Hello! Welcome to My Bubble. Most of you have probably heard the expression "their own little bubble" in some variation. This blog is a reflection of mine. Just one girl's ideas, finds, responses to news stories and popular trends, recipes, life, thoughts, and opinions.

Tuesday, October 05, 2010

Jane Austen Quotes

If you know me, you know that I love Jane Austen! Below are some of my favorite quotes from her!

"Every man is surrounded by a neighborhood of voluntary spies."

"Good-humoured, unaffected girls, will not do for a man who has been used to sensible women. They are two distinct orders of being."

"A lady's imagination is very rapid; it jumps from admiration to love, from love to matrimony in a moment."

"A mind lively and at ease, can do with seeing nothing, and can see nothing that does not answer."

"A person who can write a long letter with ease, cannot write ill."

"An engaged woman is always more agreeable than a disengaged. She is satisfied with herself. Her cares are over, and she feels that she may exert all her powers of pleasing without suspicion. All is safe with a lady engaged; no harm can be done."

"Friendship is certainly the finest balm for the pangs of disappointed love."

"From politics, it was an easy step to silence."

"Give a girl an education and introduce her properly into the world, and ten to one but she has the means of settling well, without further expense to anybody."

"How quick come the reasons for approving what we like!"

"Human nature is so well disposed towards those who are in interesting situations, that a young person, who either marries or dies, is sure of being kindly spoken of."

"Husbands and wives generally understand when opposition will be vain."

"I do not want people to be very agreeable, as it saves me the trouble of liking them a great deal."

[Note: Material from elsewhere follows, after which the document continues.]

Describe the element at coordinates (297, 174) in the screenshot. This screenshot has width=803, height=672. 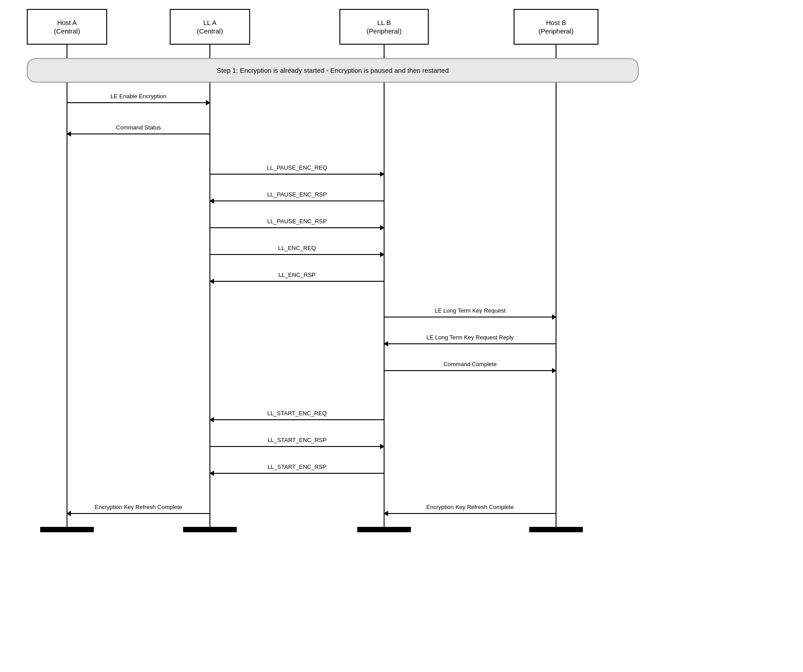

"I have been a selfish being all my life, in practice, though not in principle."

"If I loved you less, I might be able to talk about it more."

"If things are going untowardly one month, they are sure to mend the next."

"It is a truth universally acknowledged, that a single man in possession of a good fortune, must be in want of a wife."

"It is always incomprehensible to a man that a woman should ever refuse an offer of marriage."

"It sometimes happens that a woman is handsomer at twenty-nine than she was ten years before."

"Let other pens dwell on guilt and misery."

"Men have had every advantage of us in telling their own story. Education has been theirs in so much higher a degree; the pen has been in their hands. I will not allow books to prove anything."

"My idea of good company is the company of clever, well-informed people who have a great deal of conversation; that is what I call good company."

"My sore throats are always worse than anyone's."

"Next to being married, a girl likes to be crossed in love a little now and then."

"No man is offended by another man's admiration of the woman he loves; it is the woman only who can make it a torment."

"Nobody minds having what is too good for them."

"Nothing is more deceitful than the appearance of humility. It is often only carelessness of opinion, and sometimes an indirect boast."

"One does not love a place the less for having suffered in it, unless it has been all suffering, nothing but suffering."

"One half of the world cannot understand the pleasures of the other."

"One man's style must not be the rule of another's."

"One man's ways may be as good as another's, but we all like our own best."

"Respect for right conduct is felt by every body."

"Seldom, very seldom, does complete truth belong to any human disclosure; seldom can it happen that something is not a little disguised, or a little mistaken."

"Selfishness must always be forgiven you know, because there is no hope of a cure."

"Surprises are foolish things. The pleasure is not enhanced, and the inconvenience is often considerable."

"The person, be it gentleman or lady, who has not pleasure in a good novel, must be intolerably stupid."

"There are people, who the more you do for them, the less they will do for themselves."

"There is no charm equal to tenderness of heart."

"There is something so amiable in the prejudices of a young mind, that one is sorry to see them give way to the reception of more general opinions."

"Those who do not complain are never pitied."

"To be fond of dancing was a certain step towards falling in love."

"To look almost pretty is an acquisition of higher delight to a girl who has been looking plain for the first fifteen years of her life than a beauty from her cradle can ever receive."

"Vanity and pride are different things, though the words are often used synonymously. A person may be proud without being vain. Pride relates more to our opinion of ourselves; vanity, to what we would have others think of us."

"Vanity working on a weak head, produces every sort of mischief."

"We do not look in our great cities for our best morality."

"What wild imaginations one forms where dear self is concerned! How sure to be mistaken!”


"Where youth and diffidence are united, it requires uncommon steadiness of reason to resist the attraction of being called the most charming girl in the world."

"Woman is fine for her own satisfaction alone. No man will admire her the more, no woman will like her the better for it. Neatness and fashion are enough for the former, and a something of shabbiness or impropriety will be most endearing to the latter."